Newswise — (Cambridge MA, 5 May 2011) The McGovern Institute for Brain Research will soon have a sibling in China. On April 22nd an agreement was signed between Patrick McGovern, chairman of International Data Group Inc. (IDG) and co-founder of the McGovern Institute at MIT, and top officials of Tsinghua University, to establish a new institute for brain research in Beijing.

Under the agreement, Patrick and Lore Harp McGovern will donate US$10 million to establish the new institute and support its first ten years of operations, with matching contributions from Tsinghua. To ensure its longer-term future, the agreement also provides for the establishment of two foundations, the IDG China Foundation and the Harmony Foundation, that will raise additional funds, with help from IDG, for the institute’s eventual endowment.

“Understanding the human brain is one of the great challenges of our time”, said Patrick McGovern. “My wife and I are confident that in the next decade this new Institute will play an important role in discovering cures for mental illness and brain disease that will benefit millions of people, not only in China, but worldwide. We are especially pleased that this new Institute is at Tsinghua University, a world-class research institution that is often called ‘the MIT of China’.”

“Our ambition is to find a cure for at least one brain disorder during our lifetime”, said Lore McGovern. “We hope that by bringing together the best minds from around the world, first at MIT and now at Tsinghua University, we will accelerate progress toward this goal.”

The new institute, which will be called the IDG/McGovern Institute for Brain Research at Tsinghua University (IMIBR-TSU), will conduct research in all areas of neuroscience, with an emphasis on cellular, molecular, systems and computational neuroscience. It will be fully integrated into the host university, with an organizational structure similar to that of the McGovern Institute at MIT. It is expected to grow to at least 16 labs, each headed by a top researcher who will hold a Tsinghua faculty appointment. It will be housed in a new building with over 4000 sq m of lab space on the Tsinghua campus; design work has already begun, and the building is expected to open in 2013. A board of directors, with joint representation from IDG and TSU, will oversee the institute. One of their early priorities will be to appoint a director for the institute.

The future fundraising effort for IMIBR-TSU will be led by Hugo Shong, Founding General Partner of IDG Capital Partners, who will head both the IDG China Foundation and the Harmony Foundation, a charity organization set up by IDG Capital Partners. "My colleagues and I greatly admire what Pat and Lore have done with McGovern Institute for Brain Research at MIT," Shong said. “We are delighted to see that they have chosen Tsinghua to be the first international center for brain research in our home country of China, and we are happy to assist its future growth as well."

Shong helped Patrick McGovern to set up China’s first technology venture firm, IDG Technology Ventures, in 1993. Over the past 18 years the firm has invested in over 200 companies, including four - Sohu, Soufun, Baidu and Ctrip - that are now publicly traded in the US. Shong and his colleagues have already pledged over $2 million to the McGovern Institute to support collaborative programs with China, including a symposium at Tsinghua University in 2009.

The agreement with Tsinghua University was signed at a ceremony in Beijing by Patrick McGovern, Dr. GU Binglin, President of Tsinghua University and SONG Jun, Vice Chairman and Secretary General of the Education Foundation of Tsinghua. Also present were Lore Harp McGovern; Hugo Shong; Robert Desimone, Director of the McGovern Institute for Brain Research at MIT; SHI Yigong, Executive Vice Dean of the School of Medicine of Tsinghua University; and LIU Guosong and ZHONG Yi, professors from the Neuroscience Department of the School of Medicine of Tsinghua University.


Task objective
Whenever a line of the data below holds the string "Instantaneous", copy that line.

Data extract
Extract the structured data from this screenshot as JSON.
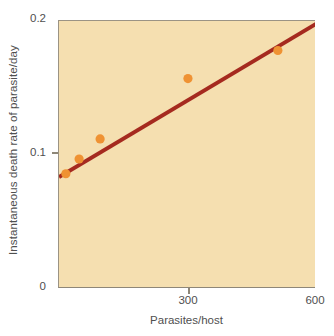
{
  "chart_data": {
    "type": "scatter",
    "title": "",
    "xlabel": "Parasites/host",
    "ylabel": "Instantaneous death rate of parasite/day",
    "xlim": [
      0,
      600
    ],
    "ylim": [
      0,
      0.2
    ],
    "xticks": [
      300,
      600
    ],
    "xtick_labels": [
      "300",
      "600"
    ],
    "yticks": [
      0,
      0.1,
      0.2
    ],
    "ytick_labels": [
      "0",
      "0.1",
      "0.2"
    ],
    "grid": false,
    "legend": null,
    "plot_background_color": "#f5dfb0",
    "point_color": "#ef9233",
    "line_color": "#a52a1f",
    "axis_color": "#8e8778",
    "series": [
      {
        "name": "Observed death rate",
        "type": "scatter",
        "marker": "circle",
        "color": "#ef9233",
        "points": [
          {
            "x": 16,
            "y": 0.086
          },
          {
            "x": 47,
            "y": 0.097
          },
          {
            "x": 96,
            "y": 0.112
          },
          {
            "x": 301,
            "y": 0.157
          },
          {
            "x": 511,
            "y": 0.178
          }
        ]
      },
      {
        "name": "Fitted regression line",
        "type": "line",
        "color": "#a52a1f",
        "points": [
          {
            "x": 0,
            "y": 0.0835
          },
          {
            "x": 600,
            "y": 0.1978
          }
        ]
      }
    ]
  },
  "axes": {
    "y_title": "Instantaneous death rate of parasite/day",
    "y_tick_top": "0.2",
    "y_tick_mid": "0.1",
    "y_tick_bottom": "0",
    "x_title": "Parasites/host",
    "x_tick_mid": "300",
    "x_tick_max": "600"
  }
}
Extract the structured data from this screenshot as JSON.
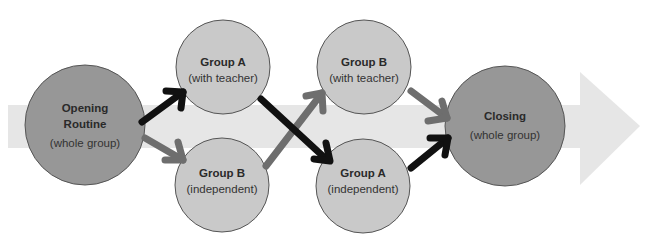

Task output
    "ylabel": "Instantaneous death rate of parasite/day",
    "y_title": "Instantaneous death rate of parasite/day",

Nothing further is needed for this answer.